China’s ties to education in the country are also beginning to expand beyond higher education and are part of a new phase of Chinese engagement across the Balkans that has a growing cultural focus.
Across The Supercontinent
Damage Control: In addition to debt concerns, Montenegro’s billion-dollar highway is also in the crosshairs for environmental damage that construction has brought to the UNESCO-protected Tara River, my colleagues Bojana Moskov, Predrag Tomovic, and Andy Heil reported.
The Xinjiang Picket: Small but sustained protests outside the Chinese Consulate in Almaty, Kazakhstan’s largest city, have continued for 100 days, RFE/RL’s Kazakh Service reported.
Protesters are demanding the release of their relatives detained in neighboring Xinjiang, where Beijing has run an internment camp system for Uyghurs and other Muslim minorities.
Pick Your Shot: Former Kyrgyz Prime Minister and political heavy hitter Omurbek Babanov publicly took China’s Sinopharm vaccine.
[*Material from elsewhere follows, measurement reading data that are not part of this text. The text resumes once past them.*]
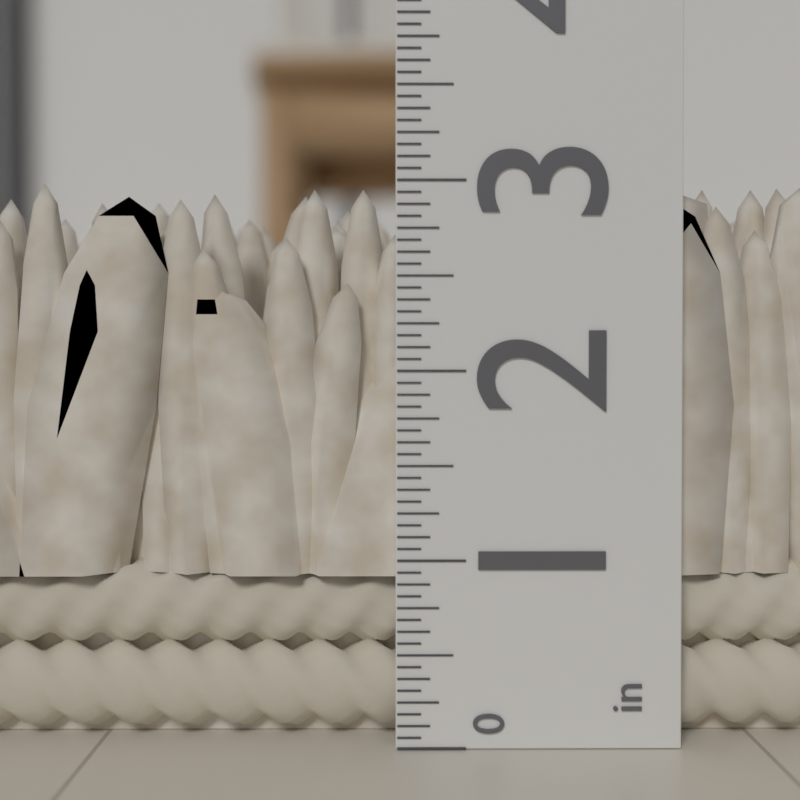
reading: 3.0000 in
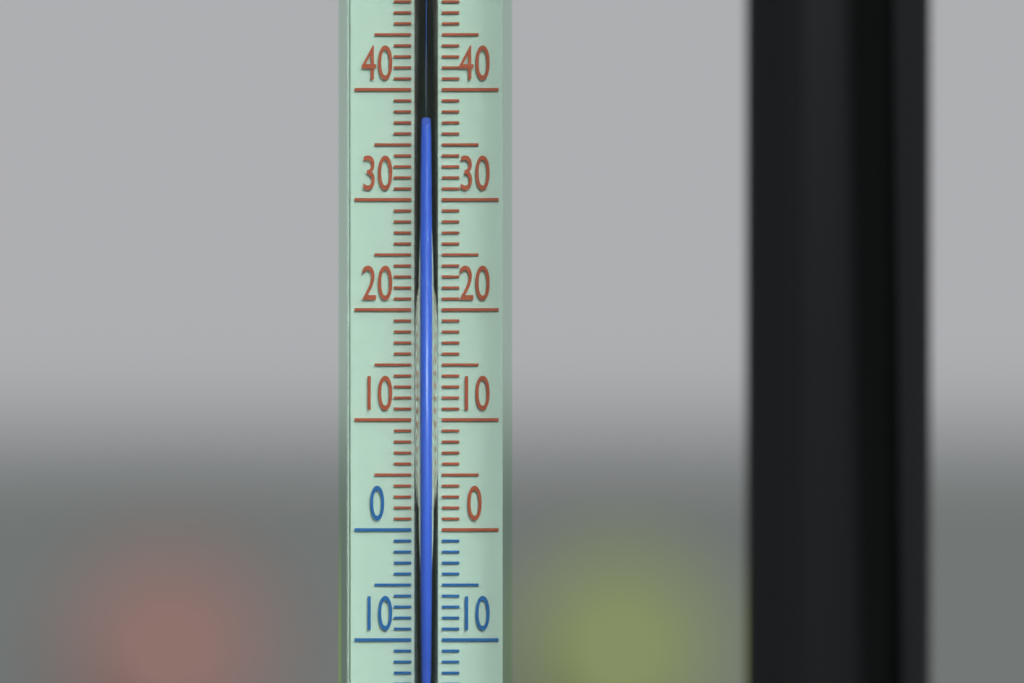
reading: 36.5 °C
Kyrgyzstan is relying on a mix of the World Health Organization’s COVAX program and doses of Russia’s Sputnik V, but shipments of both are running behind. Earlier this spring, China donated 150,000 shots of its Sinopharm vaccine to its Central Asian neighbor.
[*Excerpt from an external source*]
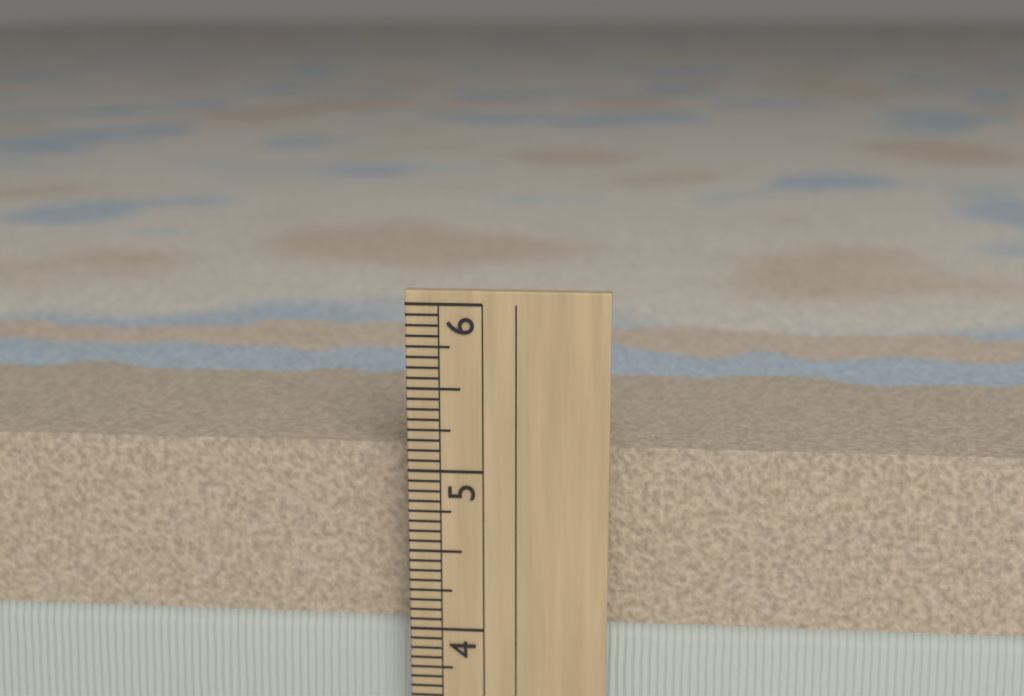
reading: 5.1250 in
The Diaspora: RFE/RL’s Ukrainian Service has a deep look at Ukraine’s small but growing Chinese community, looking at the cultural and financial ties that are forming, as well as how Beijing views its citizens abroad.
The 'Uber Killer': The Chinese ride-sharing app DiDi -- known as China’s “Uber killer” for its ability to undercut its competition -- will launch in Kazakhstan this summer as part of a wider expansion across the region.
One Thing To Watch
Germany’s Free Democratic Party (FDP) voted to drop support for a “one China policy” in its election program.
The move is part of some wider shifts taking place across Germany’s political spectrum with respect to China ahead of elections in September that will mark the end of Chancellor Angela Merkel’s long tenure.
The Greens' candidate for chancellor, Annalena Baerbock, who could potentially come to power through a coalition government in September, has also vowed to get tough on China.
Any shifts toward Beijing that result from the German elections will have ripple effects across Europe and beyond, with many countries taking their foreign policy cues from the EU’s largest economy.
That’s all from me for now. Don’t forget to send me any questions, comments, or tips that you might have.